Arthur stared back at his father with anguish in his face.
“The will of God,” he repeated in a strange voice. “What does that mean?”
At that moment Armstrong rushed in.
“They’re pulling out two pumps at the Amalgamated. They’ll be on their way over presently. A new turbine pump is coming from Horton’s, Mr. Probert says no trouble is too great.”
“Thank you, Mr. Armstrong,” Barras said mechanically.

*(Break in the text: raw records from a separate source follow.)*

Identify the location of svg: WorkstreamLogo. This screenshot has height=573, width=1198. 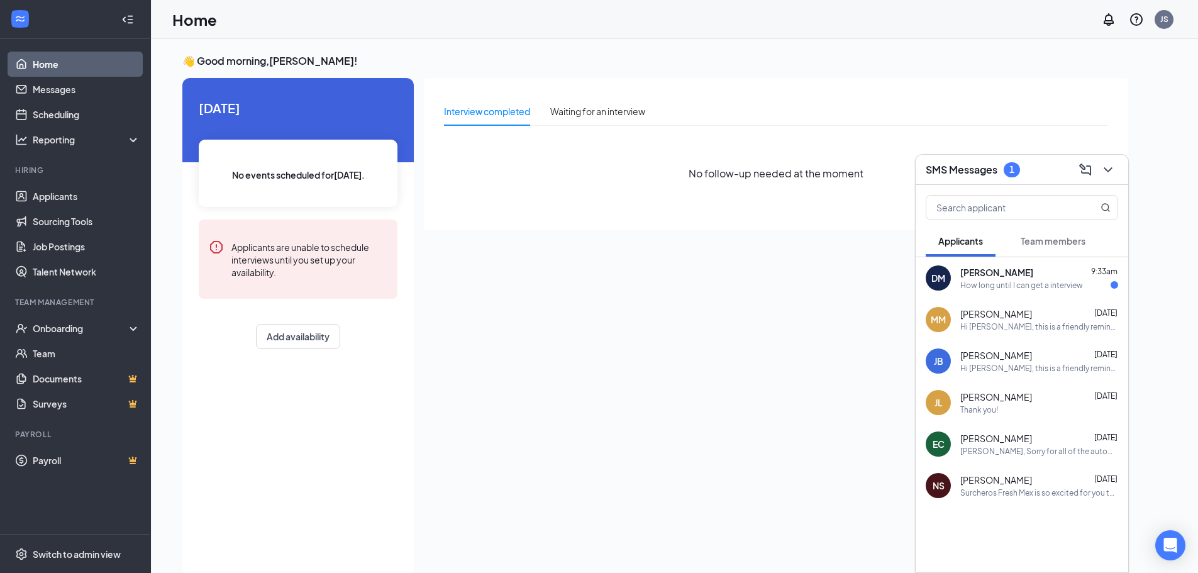
(20, 19).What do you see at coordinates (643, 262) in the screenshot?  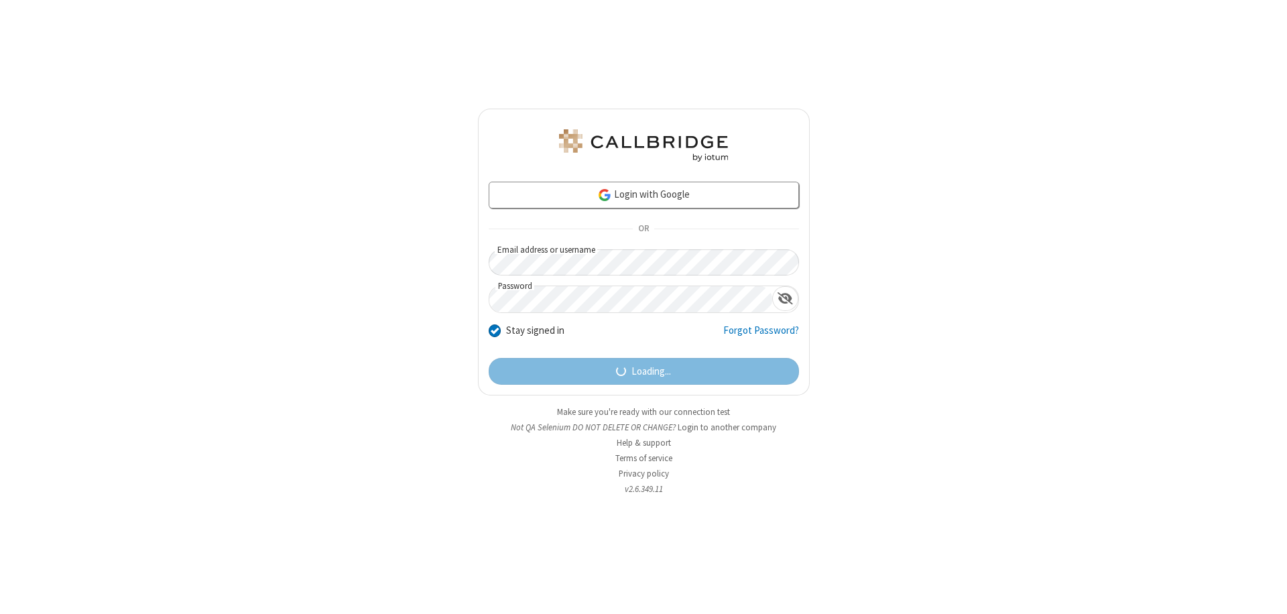 I see `input: Email address or username` at bounding box center [643, 262]. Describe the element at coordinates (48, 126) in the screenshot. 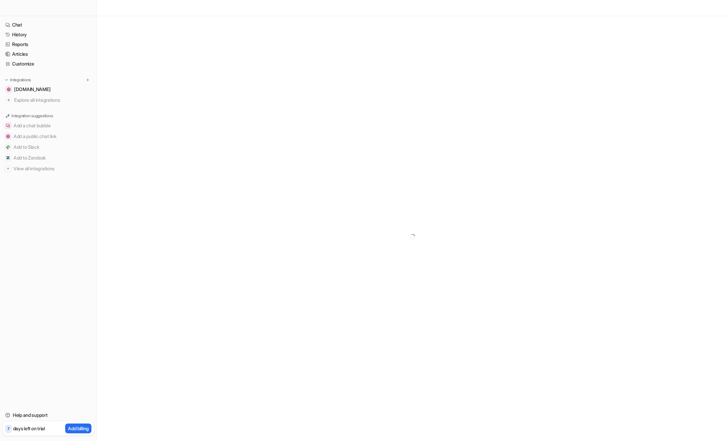

I see `button: Add a chat bubbleAdd a chat bubble` at that location. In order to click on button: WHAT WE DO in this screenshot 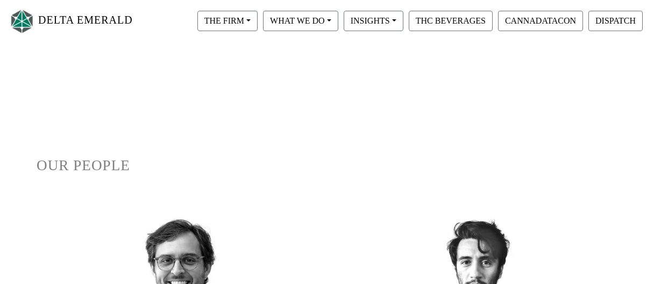, I will do `click(300, 21)`.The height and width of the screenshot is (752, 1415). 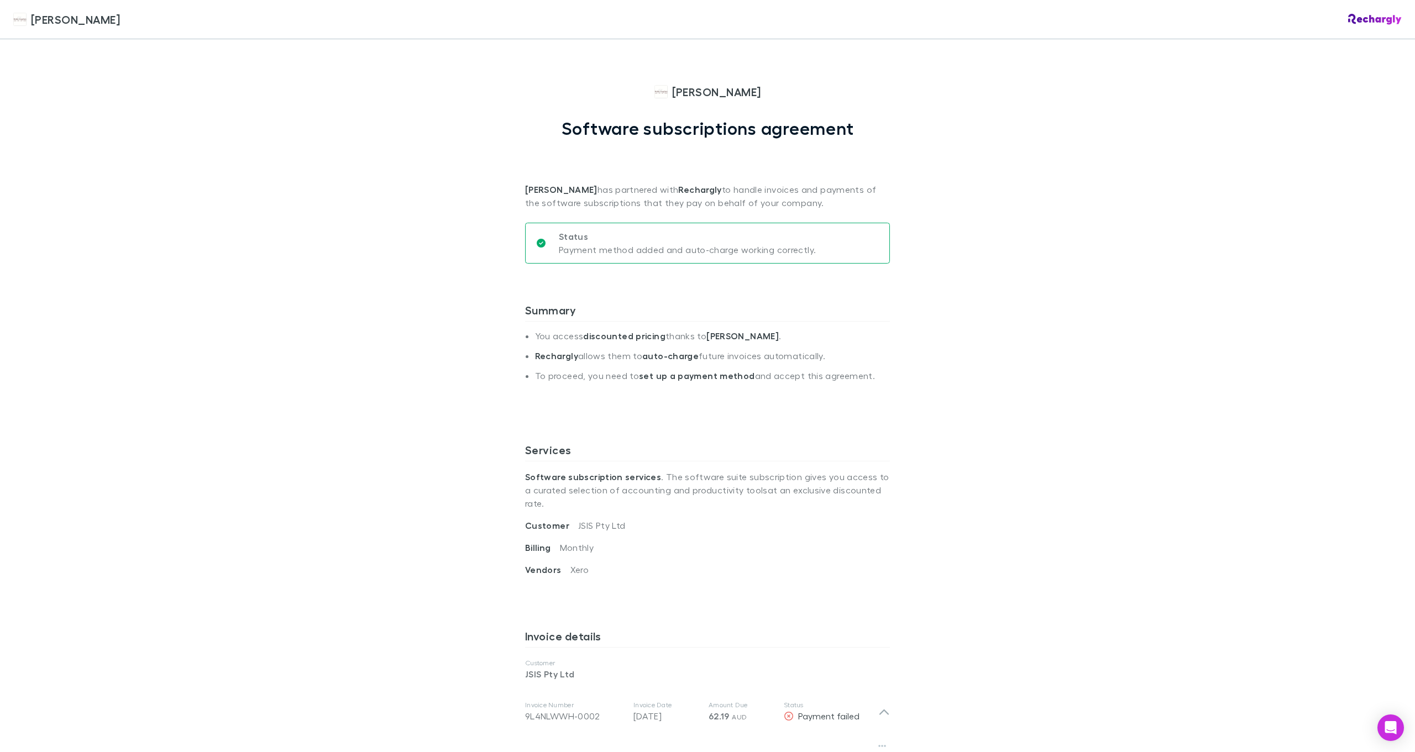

There was a strained silence until old Saul Pickings limped in with three large cups of hot cocoa. He was over seventy was Saul, and though he had a wooden leg he could get along very fast; he limped about doing surface jobs and was good at cocoa. Arthur and Armstrong each took a cup; Barras refused. But Arthur and Armstrong pressed Barras to drink the cocoa, saying that it would do him good, Armstrong adding that it was impossible to work on an empty stomach. But Barras still refused; he seemed a little exalted.
Saul Pickings said:
“Young Dr. Lewis wants to know if you still want him. If he’s to wait I’ll take him in this cup of cocoa.” Young Dr. Lewis had already had four cups of cocoa, his heroism was slightly diluted now. And he had been obliged to ask, politely, for the lavatory.
Barras looked at Armstrong.
“It would be a good thing if the doctors of the town could manage for one of their number always to be on duty here for the next few days. Let them take turns.”
“That’s a splendid idea, Mr. Barras,” Armstrong exclaimed. He hurried out to use the telephone again.
“Father,” Arthur said in a kind of desperation, “how did this happen? I’ve got to know.”
“Not now,” Barras answered. “Not now.”
Arthur turned away and pressed his brow against the cold, feathered window-pane. For the moment his father’s tone had silenced him.
Then Firemaster Ebenezer Camhow puffed in. He had changed into his uniform, which carried a pleasant amount of bright red braid and eight important br
ass buttons kept beautifully shined by Mrs. Camhow. The firemaster was short, round and bald-headed, he was like an orb. He was fond of uniforms, had started early with a pill-box cap in the boys’ brigade, was now both firemaster and bandmaster of Sleescale. He played four musical instruments, including the triangle, and won prizes regularly for his sweet peas at the county show. In the last five years he had extinguished one small fire at a disused brewery.
“I’m at your service, Mr. Barras,” he declared. “I’ve got my men outside. Outside in the yard. They’re there in a row. Every one has a first-aid certificate. You’ve only got to command me, sir.”
Barras thanked the firemaster, Saul Pickings gave the firemaster the cup of cocoa that was left over, then the firemaster went out. As he went into the yard the firemaster looked so official and important that two reporters who had just arrived from Tynecastle took his portrait, which appeared next morning in the Tynecastle Argus. The firemaster cut it out.
Offers of assistance kept pouring in, telegrams, telephone calls, Mr. Probert of the Horton Iron Co. came over in person, three further relays of rescue men came in from Amalgamated Collieries.
Before twelve o’clock Barras and Arthur went out to inspect the erection work at Old Scupperhole shaft. The shaft lay in the wretched piece of waste land known as the Snook, all hummocks and subsidences, covered with snow and swept by a bitter wind. Troubled land was what they called it. In spite of the fire in the pit yard nearly everybody had left the yard and stood gathered on the Snook. They stood well back from the riggers who were raising headgear, working fast and hard. As Barras and Arthur approached the crowd parted silently, but one group of men did not give way. It was then that Arthur saw David.
David stood at the head of the group of men which did not give way. Jack Reedy, Cha Leeming and old Tom Ogle were also in the group. David waited until Barras came up to him. His skin seemed drawn upon his cheek-bones with cold and the hidden tension of his mind. His eyes met the eyes of Barras. Under that accusation Barras dropped his gaze. Then David spoke.